The most important part of LIRC is the lircd daemon that will decode
IR signals received by the device drivers and provide the information
on a socket. It will also accept commands for IR signals to be sent if
the hardware supports this. The second daemon program called lircmd
will connect to lircd and translate the decoded IR signals to mouse
movements. You can e.g. configure X to use your remote control as an
input device.
The user space applications will allow you to control your computer
with your remote control. You can send X events to applications, start
programs and much more on just one button press. The possible
applications are obvious: Infra-red mouse, remote control for your TV
tuner card or CD-ROM, shutdown by remote, program your VCR and/or
satellite tuner with your computer, etc.
Nana provides improved support for assertion checking and logging in C, C++
using GDB. In particular it provides:
o Operations can be implemented directly in C or by generating
debugger commands which do the checking and logging only if the
application is run under the debugger. The debugger based calls
require are very space efficient (0 or 1 bytes per call).
o Support for checking real time constraints.
o Support for assertion (invariant checking) including:
+ Space and time efficient (at least versus <assert.h>)
For example: assert(i>=0) uses 53 bytes on a i386 vs
an optimised nana call which uses 10 bytes per call.
+ Checking can be turned on or off at compile or run time.
+ The action taken when an error is detected can be modified
on a global and per/call basis.
o Support for logging (printf style debugging) including:
+ Logging can be turned on and off at compile or run time.
+ Logging to files, processes or circular buffers in memory
with optional time stamping.
o Support for the quantifiers of predicate calculus (forall, exists).
o Support for before and after state saving and checking (x, x').
CImg stands for Cool Image: it is simple to use and efficient.
. The CImg Library is a free C++ toolkit providing simple classes and functions
to load, save, process and display images in your own C++ code.
. It is highly portable and fully works on Unix/X11, Windows and MacOS X
operating systems. It should compile on other systems as well (eventually
without display capabilities).
. It consists only of a single header file CImg.h that must be included in
your program source.
. It contains useful image processing algorithms for loading/saving, resizing/
rotating, filtering, object drawing (text, lines, faces, ellipses,..), etc.

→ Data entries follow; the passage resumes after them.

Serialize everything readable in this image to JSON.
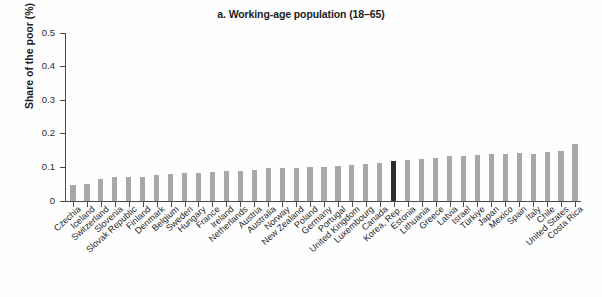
{
  "chart_data": {
    "type": "bar",
    "title": "a. Working-age population (18–65)",
    "xlabel": "",
    "ylabel": "Share of the poor (%)",
    "ylim": [
      0,
      0.5
    ],
    "ytick_labels": [
      "0",
      "0.1",
      "0.2",
      "0.3",
      "0.4",
      "0.5"
    ],
    "ytick_values": [
      0,
      0.1,
      0.2,
      0.3,
      0.4,
      0.5
    ],
    "grid": false,
    "legend": null,
    "bar_color": "#a8a8a8",
    "highlight_color": "#2c2c2c",
    "highlight_category": "Korea, Rep.",
    "categories": [
      "Czechia",
      "Iceland",
      "Switzerland",
      "Slovenia",
      "Slovak Republic",
      "Finland",
      "Denmark",
      "Belgium",
      "Sweden",
      "Hungary",
      "France",
      "Ireland",
      "Netherlands",
      "Austria",
      "Australia",
      "Norway",
      "New Zealand",
      "Poland",
      "Germany",
      "Portugal",
      "United Kingdom",
      "Luxembourg",
      "Canada",
      "Korea, Rep.",
      "Estonia",
      "Lithuania",
      "Greece",
      "Latvia",
      "Israel",
      "Türkiye",
      "Japan",
      "Mexico",
      "Spain",
      "Italy",
      "Chile",
      "United States",
      "Costa Rica"
    ],
    "values": [
      0.048,
      0.051,
      0.065,
      0.07,
      0.071,
      0.072,
      0.076,
      0.079,
      0.083,
      0.084,
      0.087,
      0.088,
      0.09,
      0.093,
      0.098,
      0.099,
      0.099,
      0.1,
      0.102,
      0.105,
      0.106,
      0.111,
      0.113,
      0.12,
      0.122,
      0.124,
      0.129,
      0.134,
      0.135,
      0.136,
      0.139,
      0.14,
      0.142,
      0.141,
      0.145,
      0.15,
      0.16
    ]
  },
  "notes": {
    "costa_rica_value": 0.17
  }
}
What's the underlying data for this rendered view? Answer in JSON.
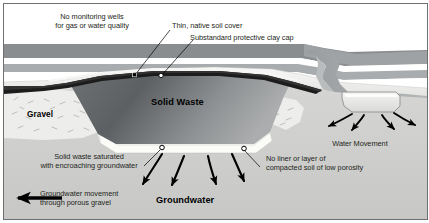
{
  "figure": {
    "type": "cross-section-diagram",
    "frame": {
      "border_color": "#6f6f6f",
      "background": "#ffffff"
    }
  },
  "palette": {
    "sky": "#ffffff",
    "distant_hill": "#8a8d8f",
    "topsoil_band": "#a9acae",
    "native_soil_cover": "#f2f2f0",
    "clay_cap": "#1c1c1c",
    "solid_waste_dark": "#5b5e60",
    "solid_waste_light": "#9a9c9e",
    "gravel": "#ededeb",
    "subsurface": "#cfd0cf",
    "saturated_zone": "#fbfbf8",
    "water": "#9fa3a5",
    "pond": "#e4e5e3",
    "arrow": "#000000",
    "text": "#231f20"
  },
  "labels": {
    "no_monitoring_wells": {
      "line1": "No monitoring wells",
      "line2": "for gas or water quality"
    },
    "thin_native_soil_cover": "Thin, native soil cover",
    "substandard_clay_cap": "Substandard protective clay cap",
    "solid_waste_saturated": {
      "line1": "Solid waste saturated",
      "line2": "with encroaching groundwater"
    },
    "no_liner": {
      "line1": "No liner or layer of",
      "line2": "compacted soil of low porosity"
    },
    "water_movement": "Water Movement",
    "groundwater_movement": {
      "line1": "Groundwater movement",
      "line2": "through porous gravel"
    }
  },
  "strata_labels": {
    "gravel": "Gravel",
    "solid_waste": "Solid Waste",
    "groundwater": "Groundwater"
  },
  "markers": {
    "cap_marker_square": "filled-square-marker",
    "cap_marker_circle": "open-circle-marker",
    "base_marker_left": "open-circle-marker",
    "base_marker_right": "open-circle-marker"
  },
  "icons": {
    "leader_line": "leader-line",
    "groundwater_flow_arrow": "curved-arrow-down-left",
    "water_movement_arrow": "curved-arrow-down-out",
    "bulk_flow_arrow": "straight-arrow-left"
  }
}
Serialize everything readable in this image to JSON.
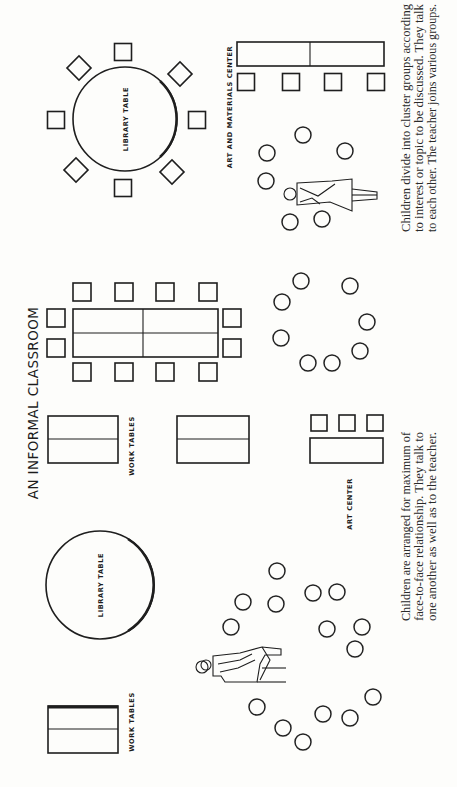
{
  "title": "AN INFORMAL CLASSROOM",
  "colors": {
    "ink": "#1e1e1e",
    "paper": "#fdfdfb"
  },
  "layouts": [
    {
      "id": "formal-cluster",
      "labels": {
        "library_table": "LIBRARY TABLE",
        "art_center": "ART AND MATERIALS CENTER"
      },
      "caption": [
        "Children divide into cluster groups according",
        "to interest or topic to be discussed. They talk",
        "to each other. The teacher joins various groups."
      ]
    },
    {
      "id": "middle",
      "labels": {
        "work_tables": "WORK TABLES",
        "art_center": "ART CENTER"
      }
    },
    {
      "id": "face-to-face",
      "labels": {
        "library_table": "LIBRARY TABLE",
        "work_tables": "WORK TABLES"
      },
      "caption": [
        "Children are arranged for maximum of",
        "face-to-face relationship. They talk to",
        "one another as well as to the teacher."
      ]
    }
  ],
  "counts": {
    "library_table_chairs": 8,
    "art_materials_chairs": 4,
    "group_table_chairs": 12,
    "art_center_chairs": 3,
    "top_cluster_stools": 6,
    "middle_cluster_stools": 8,
    "bottom_cluster_stools": 15
  }
}
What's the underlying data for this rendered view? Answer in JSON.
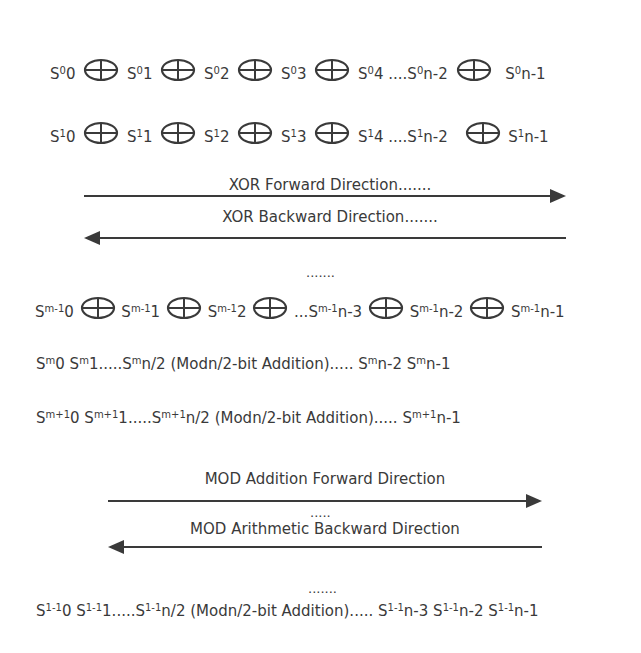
{
  "xor_rows": [
    {
      "terms": [
        {
          "base": "S",
          "sup": "0",
          "sub": "0"
        },
        {
          "base": "S",
          "sup": "0",
          "sub": "1"
        },
        {
          "base": "S",
          "sup": "0",
          "sub": "2"
        },
        {
          "base": "S",
          "sup": "0",
          "sub": "3"
        },
        {
          "base": "S",
          "sup": "0",
          "sub": "4 ....",
          "tail_base": "S",
          "tail_sup": "0",
          "tail_sub": "n-2"
        },
        {
          "base": "S",
          "sup": "0",
          "sub": "n-1"
        }
      ]
    },
    {
      "terms": [
        {
          "base": "S",
          "sup": "1",
          "sub": "0"
        },
        {
          "base": "S",
          "sup": "1",
          "sub": "1"
        },
        {
          "base": "S",
          "sup": "1",
          "sub": "2"
        },
        {
          "base": "S",
          "sup": "1",
          "sub": "3"
        },
        {
          "base": "S",
          "sup": "1",
          "sub": "4 ....",
          "tail_base": "S",
          "tail_sup": "1",
          "tail_sub": "n-2"
        },
        {
          "base": "S",
          "sup": "1",
          "sub": "n-1"
        }
      ]
    }
  ],
  "xor_arrows": {
    "forward_label": "XOR Forward Direction.......",
    "backward_label": "XOR Backward Direction.......",
    "ellipsis": "......."
  },
  "xor_last_row": {
    "terms": [
      {
        "base": "S",
        "sup": "m-1",
        "sub": "0"
      },
      {
        "base": "S",
        "sup": "m-1",
        "sub": "1"
      },
      {
        "base": "S",
        "sup": "m-1",
        "sub": "2"
      },
      {
        "prefix": "...",
        "base": "S",
        "sup": "m-1",
        "sub": "n-3"
      },
      {
        "base": "S",
        "sup": "m-1",
        "sub": "n-2"
      },
      {
        "base": "S",
        "sup": "m-1",
        "sub": "n-1"
      }
    ]
  },
  "mod_rows": [
    {
      "s0": {
        "sup": "m",
        "sub": "0"
      },
      "s1": {
        "sup": "m",
        "sub": "1....."
      },
      "s_half": {
        "sup": "m",
        "sub": "n/2"
      },
      "middle": " (Modn/2-bit Addition)..... ",
      "tail": [
        {
          "sup": "m",
          "sub": "n-2"
        },
        {
          "sup": "m",
          "sub": "n-1"
        }
      ]
    },
    {
      "s0": {
        "sup": "m+1",
        "sub": "0"
      },
      "s1": {
        "sup": "m+1",
        "sub": "1....."
      },
      "s_half": {
        "sup": "m+1",
        "sub": "n/2"
      },
      "middle": " (Modn/2-bit Addition)..... ",
      "tail": [
        {
          "sup": "m+1",
          "sub": "n-1"
        }
      ]
    }
  ],
  "mod_arrows": {
    "forward_label": "MOD Addition Forward Direction",
    "ellipsis_between": ".....",
    "backward_label": "MOD Arithmetic Backward Direction",
    "ellipsis_after": "......."
  },
  "mod_last_row": {
    "s0": {
      "sup": "1-1",
      "sub": "0"
    },
    "s1": {
      "sup": "1-1",
      "sub": "1....."
    },
    "s_half": {
      "sup": "1-1",
      "sub": "n/2"
    },
    "middle": " (Modn/2-bit Addition)..... ",
    "tail": [
      {
        "sup": "1-1",
        "sub": "n-3"
      },
      {
        "sup": "1-1",
        "sub": "n-2"
      },
      {
        "sup": "1-1",
        "sub": "n-1"
      }
    ]
  },
  "colors": {
    "text": "#3a3a3a",
    "line": "#3a3a3a"
  }
}
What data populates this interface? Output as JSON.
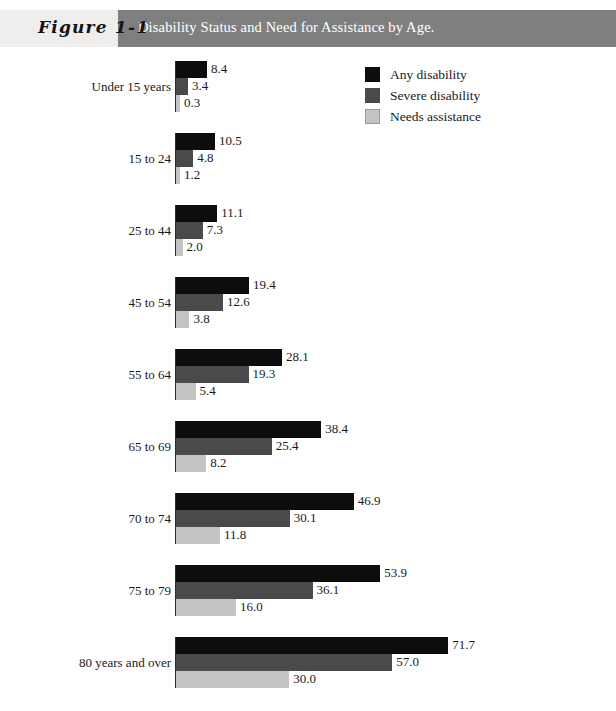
{
  "header": {
    "figure_number": "Figure 1-1",
    "title": "Disability Status and Need for Assistance by Age.",
    "band_color": "#7f7f7f",
    "band_text_color": "#ffffff"
  },
  "legend": {
    "position": "top-right",
    "items": [
      {
        "label": "Any disability",
        "color": "#0d0d0d",
        "swatch": "series-swatch-any"
      },
      {
        "label": "Severe disability",
        "color": "#4a4a4a",
        "swatch": "series-swatch-severe"
      },
      {
        "label": "Needs assistance",
        "color": "#c3c3c3",
        "swatch": "series-swatch-needs"
      }
    ]
  },
  "chart_data": {
    "type": "bar",
    "orientation": "horizontal",
    "title": "Disability Status and Need for Assistance by Age.",
    "xlabel": "",
    "ylabel": "",
    "grid": false,
    "legend_position": "top-right",
    "xlim": [
      0,
      71.7
    ],
    "categories": [
      "Under 15 years",
      "15 to 24",
      "25 to 44",
      "45 to 54",
      "55 to 64",
      "65 to 69",
      "70 to 74",
      "75 to 79",
      "80 years and over"
    ],
    "series": [
      {
        "name": "Any disability",
        "color": "#0d0d0d",
        "values": [
          8.4,
          10.5,
          11.1,
          19.4,
          28.1,
          38.4,
          46.9,
          53.9,
          71.7
        ]
      },
      {
        "name": "Severe disability",
        "color": "#4a4a4a",
        "values": [
          3.4,
          4.8,
          7.3,
          12.6,
          19.3,
          25.4,
          30.1,
          36.1,
          57.0
        ]
      },
      {
        "name": "Needs assistance",
        "color": "#c3c3c3",
        "values": [
          0.3,
          1.2,
          2.0,
          3.8,
          5.4,
          8.2,
          11.8,
          16.0,
          30.0
        ]
      }
    ],
    "value_labels": [
      [
        "8.4",
        "3.4",
        "0.3"
      ],
      [
        "10.5",
        "4.8",
        "1.2"
      ],
      [
        "11.1",
        "7.3",
        "2.0"
      ],
      [
        "19.4",
        "12.6",
        "3.8"
      ],
      [
        "28.1",
        "19.3",
        "5.4"
      ],
      [
        "38.4",
        "25.4",
        "8.2"
      ],
      [
        "46.9",
        "30.1",
        "11.8"
      ],
      [
        "53.9",
        "36.1",
        "16.0"
      ],
      [
        "71.7",
        "57.0",
        "30.0"
      ]
    ]
  }
}
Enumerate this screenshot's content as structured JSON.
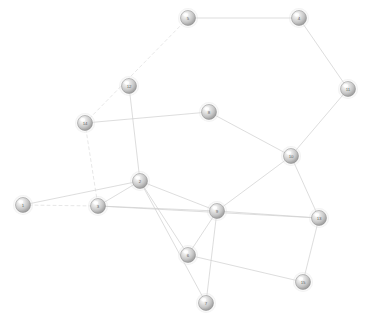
{
  "graph": {
    "title": "",
    "type": "node-link-network",
    "width": 367,
    "height": 319,
    "background_color": "#ffffff",
    "node_style": {
      "radius": 7.5,
      "fill_highlight": "#ffffff",
      "fill_mid": "#d8d8d8",
      "fill_edge": "#9a9a9a",
      "stroke": "#8f8f8f",
      "label_color": "#5e5e5e"
    },
    "edge_style": {
      "solid_color": "#cfcfcf",
      "dashed_color": "#dcdcdc",
      "width": 0.7,
      "dash_pattern": "3,3"
    },
    "nodes": [
      {
        "id": "1",
        "label": "1",
        "x": 23,
        "y": 205
      },
      {
        "id": "2",
        "label": "2",
        "x": 140,
        "y": 181
      },
      {
        "id": "3",
        "label": "3",
        "x": 98,
        "y": 206
      },
      {
        "id": "4",
        "label": "4",
        "x": 299,
        "y": 18
      },
      {
        "id": "5",
        "label": "5",
        "x": 188,
        "y": 18
      },
      {
        "id": "6",
        "label": "6",
        "x": 188,
        "y": 255
      },
      {
        "id": "7",
        "label": "7",
        "x": 206,
        "y": 303
      },
      {
        "id": "8",
        "label": "8",
        "x": 209,
        "y": 112
      },
      {
        "id": "9",
        "label": "9",
        "x": 217,
        "y": 211
      },
      {
        "id": "10",
        "label": "10",
        "x": 291,
        "y": 156
      },
      {
        "id": "11",
        "label": "11",
        "x": 348,
        "y": 89
      },
      {
        "id": "12",
        "label": "12",
        "x": 129,
        "y": 86
      },
      {
        "id": "13",
        "label": "13",
        "x": 319,
        "y": 218
      },
      {
        "id": "14",
        "label": "14",
        "x": 85,
        "y": 123
      },
      {
        "id": "15",
        "label": "15",
        "x": 303,
        "y": 282
      }
    ],
    "edges": [
      {
        "source": "5",
        "target": "4",
        "style": "solid"
      },
      {
        "source": "4",
        "target": "11",
        "style": "solid"
      },
      {
        "source": "11",
        "target": "10",
        "style": "solid"
      },
      {
        "source": "10",
        "target": "8",
        "style": "solid"
      },
      {
        "source": "10",
        "target": "9",
        "style": "solid"
      },
      {
        "source": "10",
        "target": "13",
        "style": "solid"
      },
      {
        "source": "8",
        "target": "14",
        "style": "solid"
      },
      {
        "source": "12",
        "target": "2",
        "style": "solid"
      },
      {
        "source": "5",
        "target": "14",
        "style": "dashed"
      },
      {
        "source": "14",
        "target": "3",
        "style": "dashed"
      },
      {
        "source": "2",
        "target": "1",
        "style": "solid"
      },
      {
        "source": "2",
        "target": "3",
        "style": "solid"
      },
      {
        "source": "2",
        "target": "9",
        "style": "solid"
      },
      {
        "source": "2",
        "target": "6",
        "style": "solid"
      },
      {
        "source": "2",
        "target": "7",
        "style": "solid"
      },
      {
        "source": "3",
        "target": "9",
        "style": "solid"
      },
      {
        "source": "3",
        "target": "13",
        "style": "solid"
      },
      {
        "source": "9",
        "target": "6",
        "style": "solid"
      },
      {
        "source": "9",
        "target": "13",
        "style": "solid"
      },
      {
        "source": "9",
        "target": "7",
        "style": "solid"
      },
      {
        "source": "6",
        "target": "15",
        "style": "solid"
      },
      {
        "source": "13",
        "target": "15",
        "style": "solid"
      },
      {
        "source": "1",
        "target": "3",
        "style": "dashed"
      }
    ]
  }
}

. Images are instancied by a class able to represent images up to 4-dimension
wide (from 1-D scalar signals to 3-D volumes of vector-valued pixels), with
template pixel types.
. It depends on a minimal number of libraries: you can compile it with only
standard C libraries. No need for exotic libraries and complex dependencies.
. Additional features appear with the use of GraphicsMagick: install the
GraphicsMagick package to be able to load and save compressed image formats
(GIF,BMP,TIF,JPG,PNG,...).
. Additional features appear with the use of LAPACK: link your code with the
lapack library to be able to compute eigenvalues or eigenvectors of big
matrices.
Scheme 48 is an implementation of the Scheme programming language as
described in the Revised^5 Report on the Algorithmic Language Scheme.
It is based on a compiler and interpreter for a virtual Scheme
machine. The name derives from our desire to have an implementation
that is simple and lucid enough that it looks as if it were written in
just 48 hours. We don't claim to have reached that stage yet; much
more simplification is necessary.
Scheme 48 is an implementation of the Scheme programming language as described
in the Revised5 Report on the Algorithmic Language Scheme [6]. It is based on
a compiler and interpreter for a virtual Scheme machine. Scheme 48 tries to be
faithful to the Revised5 Scheme Report, providing neither more nor less in the
initial user environment. (This is not to say that more isn't available in
other environments; see below.)
Scheme 48 is under continual development. Please report bugs, especially in
the VM, especially core dumps, to scheme-48-bugs@s48.org. Include the version
number x.yy from the "Welcome to Scheme 48 x.yy" greeting message in your bug
report. It is a goal of this project to produce a bullet-proof system; we want
no bugs and, especially, no crashes.